“All the ways of a man are clean in his own eyes; But the LORD weigheth the spirits.” Proverbs 16:2
“Do you not know, brethren and sisters, that very often our ways seem very clean to us when they are not. I have learned by experience, most painful to my own soul, that I am not in the least qualified to judge of my own spiritual health: I have thought myself gradually advancing in the ways of God when I have been going back, and I have had the conceit crossing my mind that I had now overcome a certain besetting sin, when to my surprise I had found it return with greater force than before. Fellow professor, you may be at this moment walking as you think very rightly, and going on very well and comfortably, but let me ask you a few questions: are you not less in private prayer than you used to be? Do you not now hurry over it, do you not sometimes omit it altogether? Do you not frequently come from your closet without really having spoken to God, having merely gone through the form for the sake of quieting yourself? Your way may seem clean, but is it not foul when the mercy-seat becomes neglected?
How about your Bible, is that read as it once was, and are the promises as sweet to you? Do they ever rise from the page and talk with you? Oh, but if your Bible be neglected, my brother, you may be just as diligent in attending to the house of God as you used to be, but is not yours a sad state of decay? Let me come closer still. Is there the vitality about your profession that there used to be? There are some in this house this morning, who, if they could speak, would tell you that, when to their great sorrow they fell into sin, it was because by little and little their piety began to lose its force and power of life. They have been restored, but their bones still ache where they were once broken, and I am sure they would say to their brethren, ‘Take care of allowing a gracious spirit to evaporate, as it were, by slow degrees. Watch carefully over it, lest, settling upon your lees, and not being emptied from vessel to vessel, you should by-and-by become carnally secure, and afterwards fall into actual sin.
I ask some of my brethren here, and I ask the question because I have asked it of my own soul and answered it very tearfully, may not some of us be growing hardened in heart with regard to the salvation of our fellow creatures? Do we not love less now, than we used to do, those who are crying to us, ‘Come over and help us’? Do we not think ourselves getting to be experienced saints? We are not the poor sinners we once used to be. We do not come broken-heartedly to the mercy-seat as we did. We begin to judge our fellow Christians, and we think far less of them than we did years ago, when we used almost to love the ground that the Lord’s saints did tread upon, thinking ourselves to be less than nothing in their sight. Now, if it were the case in others, that they were growing proud, or becoming cold, or waxing hard of heart, we should say of them, ‘they are in great danger,’ but what about ourselves, if that be the case with us? For my own self, I dread lest I should come to this pulpit, merely to preach to you, because the time has come, and I must get through an hour, or an hour-and-a-half of worship.
I dread getting to be a mere preaching machine, without my heart and soul being exercised in this solemn duty; and I dread for you, my dear friends, who hear me constantly, lest it should be a mere piece of clock-work, that you should be in the seats, at certain times in the week, and should sit there, and patiently hear the din which my noise makes in your ears. We must have vital godliness, and the vitality of it must be maintained, and the force and energy of our religion, must go on to increase day by day, or else, though our ways may seem to be very clean, the Lord will soon weigh our spirits to our eternal confusion.
Do you know that to his people the divine weighing in fatherly chastisement is rough work, for he can put the soul into the scale to our own consciousness, and when we think that it weighs pounds, he can reveal to us that it does not even reach to drachms! ‘There,’ saith he, ‘see what you are!’ and he begins to strip off the veil of self-conceit, and we see the loathsomeness and falsehood of our nature, and we are utterly dismayed. Or perhaps the Lord does worse than that. He suffers a temptation to come when we do not expect it, and then the evil boils up within us, and we, who thought we were next door to the cherubs, find ourselves near akin to the demons; wondering, too, that such a wild beast should have slumbered in the den of our hearts, whereas we ought to have known it was always there, and to have walked humbly with God, and watched and guarded ourselves.
Rest assured, beloved, great falls and terrible mischief never come to a Christian man at once, they are a work of slow degrees; and be assured, too, that you may glide down the smooth waters of the river and never dream of the Niagara beyond, and yet you may be speeding towards it. An awful crash may yet come to the highest professor among us, that shall make the world to ring with blasphemy against God, and the church to resound with bitter lamentations because the mighty have fallen. God will keep his own, but how if I should turn out not to be his own! He will keep the feet of his saints, but what if I leave off to watch, and my feet should not be kept, and I should turn out to be no saint of his, but a mere intruder into his family, and a pretender to have what I never had! O God, through Christ Jesus, deliver each of us from this.”
Charles Haddon Spurgeon, “Unsound Spiritual Trading,” in The Metropolitan Tabernacle Pulpit Sermons, Vol. 15. Originally preached on January 10, 1869. (London: Passmore & Alabaster, 1869), 22-23.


# WHAT YOU NEED TO DO
State how many lines in the listing include the word "point", and give no other text.

=====

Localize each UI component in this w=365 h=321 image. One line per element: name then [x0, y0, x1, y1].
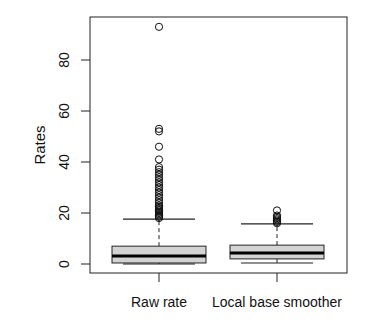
y-tick-label: 20: [56, 205, 72, 221]
x-tick-label: Local base smoother: [212, 294, 342, 310]
outlier-point: [155, 143, 162, 150]
boxplot-chart: 020406080 Rates Raw rateLocal base smoot…: [0, 0, 365, 321]
plot-frame: [90, 17, 347, 273]
x-tick-label: Raw rate: [131, 294, 187, 310]
y-tick-label: 80: [56, 52, 72, 68]
y-tick-label: 0: [56, 260, 72, 268]
outlier-point: [155, 156, 162, 163]
y-tick-label: 60: [56, 103, 72, 119]
outlier-point: [155, 23, 162, 30]
boxes: [112, 23, 324, 264]
box-local-base-smoother: [230, 207, 324, 263]
box-raw-rate: [112, 23, 206, 264]
y-axis: 020406080: [56, 52, 90, 268]
y-axis-label: Rates: [31, 125, 48, 164]
y-tick-label: 40: [56, 154, 72, 170]
x-axis: Raw rateLocal base smoother: [131, 273, 342, 310]
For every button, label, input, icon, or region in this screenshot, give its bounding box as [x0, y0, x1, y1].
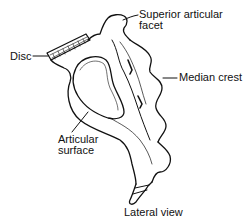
sacrum-lateral-view-diagram: Disc Superior articular facet Median cre… [0, 0, 251, 224]
articular-surface-shape [73, 57, 124, 119]
sacrum-drawing [0, 0, 251, 224]
label-articular-surface: Articular surface [58, 134, 118, 156]
label-articular-surface-line2: surface [58, 145, 118, 156]
label-median-crest: Median crest [179, 72, 242, 83]
leader-lines [33, 15, 177, 132]
label-superior-articular-facet-line2: facet [139, 20, 249, 31]
disc-shape [47, 34, 90, 60]
label-disc: Disc [10, 51, 31, 62]
figure-caption: Lateral view [124, 206, 183, 218]
sacrum-outline [51, 15, 170, 204]
label-superior-articular-facet: Superior articular facet [139, 9, 249, 31]
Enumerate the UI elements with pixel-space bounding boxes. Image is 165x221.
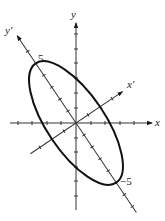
y-axis-label: y xyxy=(70,8,76,20)
lower-vertex-label: −5 xyxy=(120,175,132,187)
x-axis-label: x xyxy=(154,116,160,128)
x-prime-axis-label: x′ xyxy=(126,78,135,90)
x-axis xyxy=(10,121,152,125)
y-axis xyxy=(74,23,78,210)
upper-vertex-label: 5 xyxy=(38,52,44,64)
ellipse-diagram: x y x′ y′ 5 −5 xyxy=(0,0,165,221)
y-prime-axis-label: y′ xyxy=(4,24,13,36)
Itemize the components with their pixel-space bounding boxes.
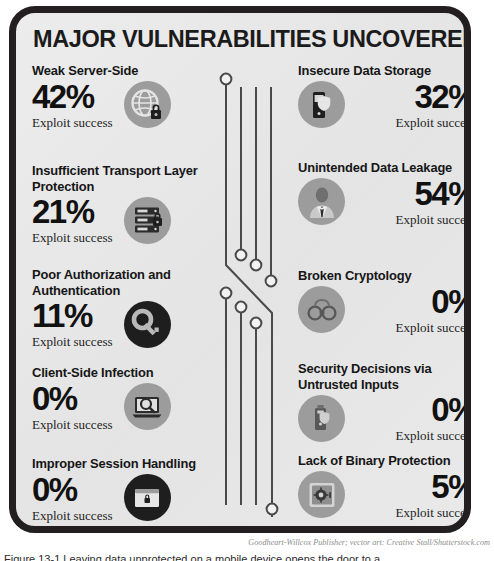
vulnerability-sublabel: Exploit success bbox=[356, 212, 471, 227]
usb-drive-shield-icon bbox=[298, 395, 345, 442]
server-rack-lock-icon bbox=[124, 197, 171, 244]
vulnerability-item-client-side-infection: Client-Side Infection 0% Exploit success bbox=[32, 365, 214, 432]
vulnerability-sublabel: Exploit success bbox=[356, 115, 471, 130]
vulnerability-label: Unintended Data Leakage bbox=[298, 160, 471, 176]
vulnerability-item-security-decisions-via-untrusted-inputs: Security Decisions via Untrusted Inputs … bbox=[298, 361, 471, 443]
browser-window-lock-icon bbox=[124, 474, 171, 521]
vulnerability-item-broken-cryptology: Broken Cryptology 0% Exploit success bbox=[298, 268, 471, 335]
vulnerability-item-lack-of-binary-protection: Lack of Binary Protection bbox=[298, 453, 471, 520]
vulnerability-percent: 0% bbox=[356, 393, 471, 427]
vulnerability-percent: 21% bbox=[32, 195, 113, 229]
vulnerability-label: Poor Authorization and Authentication bbox=[32, 267, 214, 298]
vulnerability-percent: 0% bbox=[356, 285, 471, 319]
figure-caption-partial: Figure 13-1 Leaving data unprotected on … bbox=[4, 553, 434, 561]
vulnerability-percent: 54% bbox=[356, 177, 471, 211]
vulnerability-label: Security Decisions via Untrusted Inputs bbox=[298, 361, 471, 392]
vulnerability-label: Broken Cryptology bbox=[298, 268, 471, 284]
vulnerability-sublabel: Exploit success bbox=[32, 508, 113, 523]
vulnerability-item-insecure-data-storage: Insecure Data Storage 32% Exploit succes… bbox=[298, 63, 471, 130]
vulnerability-percent: 42% bbox=[32, 80, 113, 114]
page-title: MAJOR VULNERABILITIES UNCOVERED bbox=[33, 26, 453, 53]
vulnerability-percent: 0% bbox=[32, 473, 113, 507]
safe-vault-icon bbox=[298, 471, 345, 518]
infographic-panel: MAJOR VULNERABILITIES UNCOVERED Weak Ser… bbox=[9, 6, 471, 533]
vulnerability-sublabel: Exploit success bbox=[356, 505, 471, 520]
anonymous-person-icon bbox=[298, 178, 345, 225]
vulnerability-sublabel: Exploit success bbox=[32, 334, 113, 349]
vulnerability-label: Improper Session Handling bbox=[32, 456, 214, 472]
vulnerability-sublabel: Exploit success bbox=[356, 320, 471, 335]
handcuffs-icon bbox=[298, 286, 345, 333]
image-credit: Goodheart-Willcox Publisher; vector art:… bbox=[248, 538, 490, 547]
laptop-magnifier-icon bbox=[124, 383, 171, 430]
vulnerability-item-weak-server-side: Weak Server-Side 42% Exploit success bbox=[32, 63, 214, 130]
vulnerability-label: Lack of Binary Protection bbox=[298, 453, 471, 469]
vulnerability-sublabel: Exploit success bbox=[32, 230, 113, 245]
vulnerability-percent: 32% bbox=[356, 80, 471, 114]
vulnerability-label: Client-Side Infection bbox=[32, 365, 214, 381]
vulnerability-item-insufficient-transport-layer-protection: Insufficient Transport Layer Protection … bbox=[32, 163, 214, 245]
vulnerability-sublabel: Exploit success bbox=[356, 428, 471, 443]
key-icon bbox=[124, 301, 171, 348]
vulnerability-sublabel: Exploit success bbox=[32, 115, 113, 130]
vulnerability-item-improper-session-handling: Improper Session Handling 0% Exploit suc… bbox=[32, 456, 214, 523]
infographic-figure: MAJOR VULNERABILITIES UNCOVERED Weak Ser… bbox=[0, 0, 494, 561]
vulnerability-percent: 11% bbox=[32, 299, 113, 333]
vulnerability-percent: 0% bbox=[32, 382, 113, 416]
vulnerability-item-poor-authorization-and-authentication: Poor Authorization and Authentication 11… bbox=[32, 267, 214, 349]
vulnerability-label: Insecure Data Storage bbox=[298, 63, 471, 79]
vulnerability-percent: 5% bbox=[356, 470, 471, 504]
circuit-trace-graphic bbox=[212, 65, 304, 517]
vulnerability-sublabel: Exploit success bbox=[32, 417, 113, 432]
phone-shield-icon bbox=[298, 81, 345, 128]
vulnerability-label: Weak Server-Side bbox=[32, 63, 214, 79]
vulnerability-item-unintended-data-leakage: Unintended Data Leakage 54% Explo bbox=[298, 160, 471, 227]
globe-lock-icon bbox=[124, 81, 171, 128]
vulnerability-label: Insufficient Transport Layer Protection bbox=[32, 163, 214, 194]
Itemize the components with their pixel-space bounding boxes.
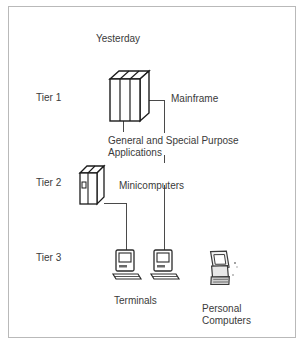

=====

# OUTPUT FOR THIS TASK
3